Russia's Federal Security Service (FSB) claimed on Feb. 9 that suspects in the assassination attempt on Lieutenant General Vladimir Alekseev, the first deputy head of Russian military intelligence (GRU), had pleaded guilty, Russian state-run media outlet RIA Novosti reported.

The FSB earlier said Alekseev's attackers were two individuals, Lyubomyr Korba and Viktor Vasin, who allegedly acted on Ukraine's orders. The Ukrainian government has denied any involvement in the attempted attack on the Russian general.

According to the FSB, Korba and Vasin were allegedly recruited by Ukraine's Security Service (SBU), which promised $30,000 for the assassination of General Alekseev. The FSB also claimed that Polish intelligence was involved in Korba's recruitment, using his son, Lubosz Korba, who lives in Katowice.

Lyubomyr Korba was allegedly recruited in August 2025 in Ternopil, western Ukraine. He then underwent training at a facility in Kyiv before traveling to Moscow via Tbilisi, Georgia, FSB said.

In Moscow, the suspect allegedly spied on high-ranking military officials and, in December 2025, received an order to kill Alekseev.

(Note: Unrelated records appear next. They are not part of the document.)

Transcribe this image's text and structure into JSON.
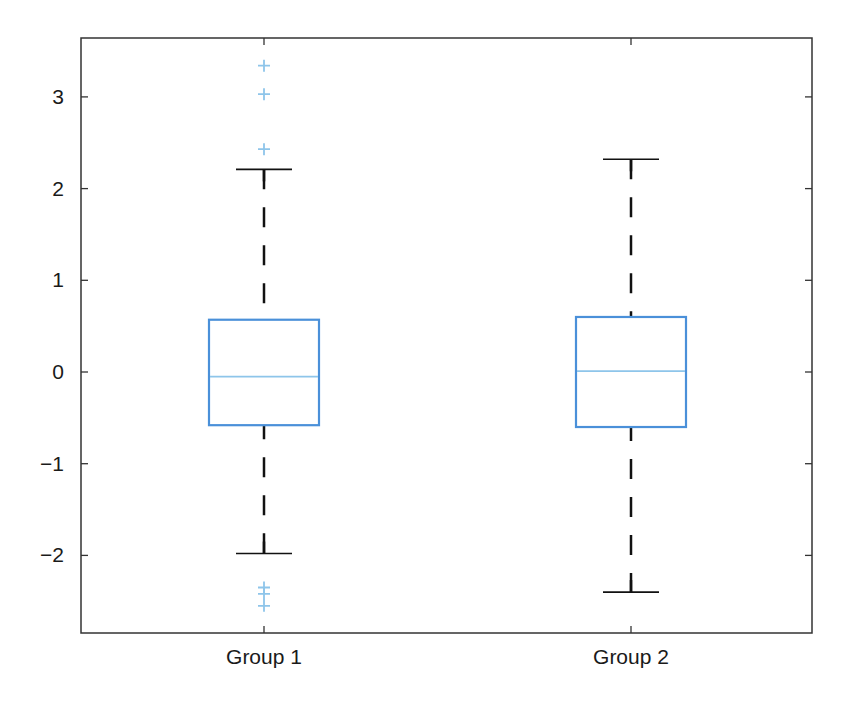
{
  "chart_data": {
    "type": "box",
    "title": "",
    "xlabel": "",
    "ylabel": "",
    "ylim": [
      -2.85,
      3.65
    ],
    "yticks": [
      -2,
      -1,
      0,
      1,
      2,
      3
    ],
    "ytick_labels": [
      "−2",
      "−1",
      "0",
      "1",
      "2",
      "3"
    ],
    "grid": false,
    "categories": [
      "Group 1",
      "Group 2"
    ],
    "series": [
      {
        "name": "Group 1",
        "whisker_low": -1.98,
        "q1": -0.58,
        "median": -0.05,
        "q3": 0.57,
        "whisker_high": 2.21,
        "outliers": [
          3.34,
          3.03,
          2.43,
          -2.35,
          -2.42,
          -2.55
        ]
      },
      {
        "name": "Group 2",
        "whisker_low": -2.4,
        "q1": -0.6,
        "median": 0.01,
        "q3": 0.6,
        "whisker_high": 2.32,
        "outliers": []
      }
    ],
    "colors": {
      "box": "#4a90d9",
      "median": "#8ec5ea",
      "whisker": "#111111",
      "outlier": "#8ec5ea",
      "axis": "#333333"
    }
  }
}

His accomplice, Zinaida Serebritskaya, allegedly gave Korba the keys to the entrance of the general's residence, where she also lived. According to the FSB, she has since allegedly moved to Ukraine.

Another co-conspirator, Vasin, rented the apartment where Korba lived and provided him with public transportation tickets. The FSB said Vasin had participated in protests in Moscow and supported the Anti-Corruption Foundation, a non-profit organization founded in 2024 by the murdered opposition leader Alexei Navalny.

All three suspects are reportedly facing charges that could result in life imprisonment.

Bulgarian investigative journalist and head of investigations at The Insider, Christo Grozev, suggested on X that one of the suspects, Vasin, works for an FSB-linked company that manufactures surveillance tools.

"At least through August 2025, Viktor Vasin was employed as 'chief expert' at NTC Atlas, launched by FSB and now part of military-industrial behemoth Rostec," Grozev wrote.

According to him, Vasin also graduated from Russia's military command communications academy, which was listed on his CV in 2014.

The attempted assassination of Alekseev is "much more likely" to have been linked to a "domestic issue," given the general's role in the 2023 uprising of the Wagner Group, a mercenary unit, a former official told the Washington Post.

Alekseev was then involved in suppressing the mercenary uprising and was reportedly seen meeting with the group's leader, Yevgeniy Prigozhin, before Prigozhin died in a plane crash widely suspected of being orchestrated by Russia's intelligence services.

Alekseev was shot multiple times in Moscow by an unknown assailant, the Kremlin said on Feb 6. The following day, on Feb. 7, Russian state media reported that Alekseev had regained consciousness after successfully undergoing surgery.

Alekseev — born in 1961 in Soviet Ukraine — is the first deputy head of Russian military intelligence (GRU), serving in the role since 2011.

He was sanctioned by the U.S. in 2016 for organizing "malicious cyber activities" during the U.S. presidential election of that year which saw Donald Trump win his first term in office.

The Kremlin reportedly awarded him the title of Hero of the Russian Federation the following year.

Alekseev has also been accused by the U.K. and EU of orchestrating the chemical weapons attack in Salisbury in 2018 that targeted Russian double agent Sergei Skripal and his daughter.